Eleksen Group Sideshow Wearable Display Module
It started as an idea for making more life-like puppets for the British TV show Spitting Image. Four years later, Eleksen Group is hoping that its interactive textile technology will form the foundation for a new generation of wash-and-wear computer control and display devices.
The centerpiece of the technology is ElekTex, a fabric-based, pressure- sensitive control interface that can be integrated into jackets, bags and other textile products. The technology is already used as a remote control for iPods and cell phones in backpacks and coats. At this year's Consumer Electronics Show in Las Vegas, Eleksen presented its latest design concept, which integrates ElekTex fabric controls with an LCD display that can interact with Windows Vista's Sideshow feature. The latter exports information from a Vista laptop to a secondary display. Mini-applications, or "gadgets," written for Sideshow can then wirelessly deliver e-mail, alerts or other updates to the remote screen even if the laptop remains in its case and turned off. Fabric-based controls and embedded control electronics interact with the display. Iver Heath, England-based Eleksen is also planning support for secondary displays on the Macintosh.

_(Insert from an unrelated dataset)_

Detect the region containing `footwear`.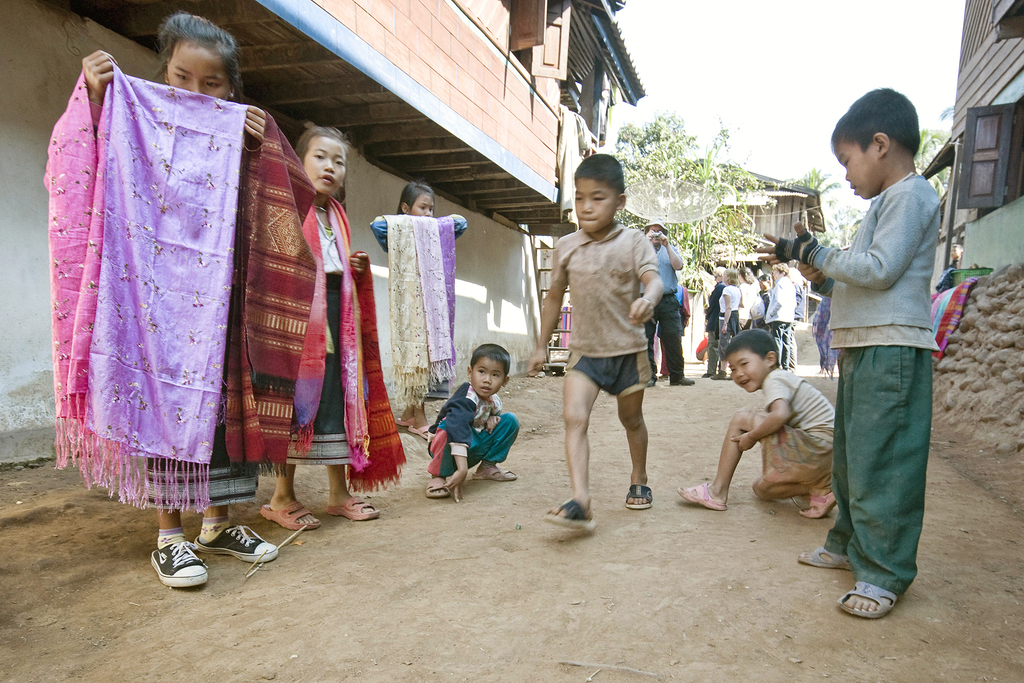
BBox(135, 534, 202, 599).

Initial implementations of ElekTex will likely be integrated into laptop bags with embedded button controls and small color LCD displays, says John Collins, vice president of marketing and business development at Eleksen. However, Collins envisions an eventual move to flexible displays based on color organic LED technology. That would allow the control and display surfaces to be embedded on any fabric surface, including a shirt. "Imagine receiving critical information from enterprise information systems on your sleeve," says Vassilis Seferidis, vice president of product management.

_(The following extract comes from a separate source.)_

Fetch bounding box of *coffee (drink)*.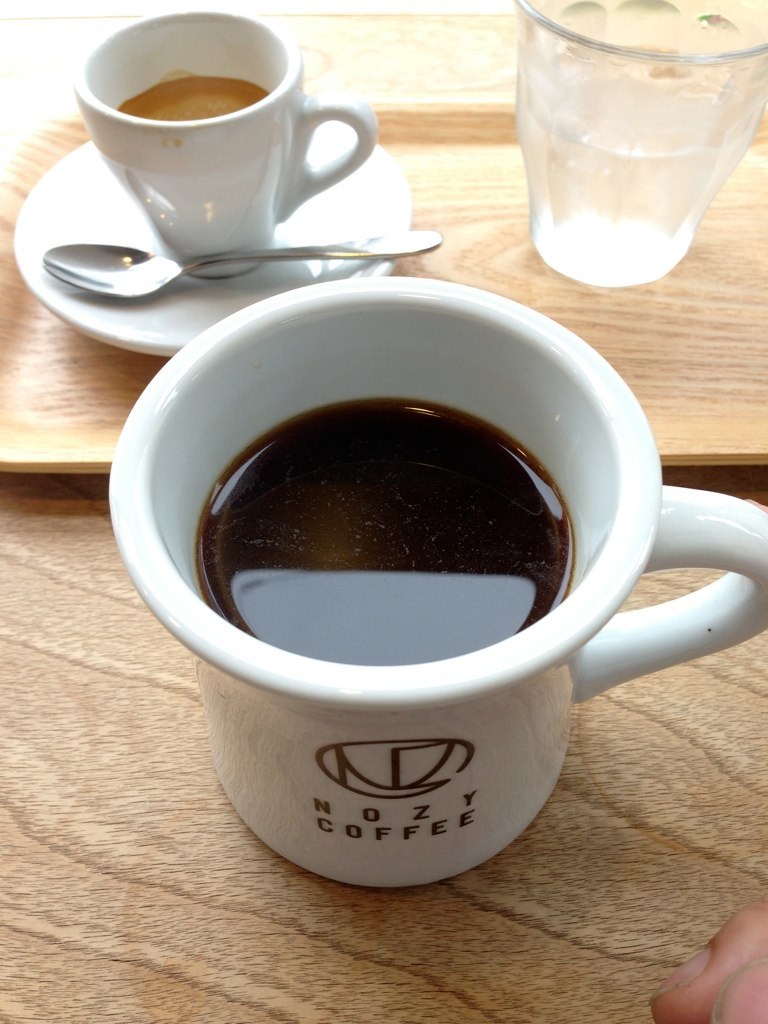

ElekTex fabrics are constructed from woven layers of nylon and carbon-impregnated nylon that's not only bendable, but also washable. Because of the nature of the material, it can be sewed, glued or even heat-welded into other fabrics. Mark Treger, national sales manager at Goodhope Bags Inc. in Chino, California, has embedded ElekTex sensors into backpacks to control iPods. "You can just sew through it. It just works," he says. The one limitation is cost. Collins estimates that a laptop bag with the technology would cost about US$200. But Treger says the cost of the ElekTex technology has already dropped by 50% in the past year. He sells a fabric keyboard for use with the BlackBerry that sold for US$169 last year. Today, it's priced at under US$130, and by the holiday season, he says, retailers will be selling them for about US$80.
The technology and the manufacturing process took years to perfect, says Collins - and that gives the company a leg up on any competition. "Their strength is understanding how to do the wiring and connections and create control surfaces with the right amount of tactile feedback," says Leslie Fiering, an analyst at Gartner.
"The knitted, woven materials allow us to get x, y and z coordinates," says Collins. Currently, Eleksen is producing button and scroll controls. Next, it plans to support gestures across the control surface, simulating a mouse or fabric-based touch pad. "It's a matrix arrangement, similar to what you'd find on touch-screen displays," Collins says.
Seferidis expects viable bendable displays to be available in about two years. But he is working with vendors to make displays do more than just bend. "Our work will be to make them washable," he says.
The Sideshow capability is "pretty cool," says Fiering, but even more interesting will be what designers can dream up if the technology catches on. The most fascinating applications, she says, haven't even been thought of yet.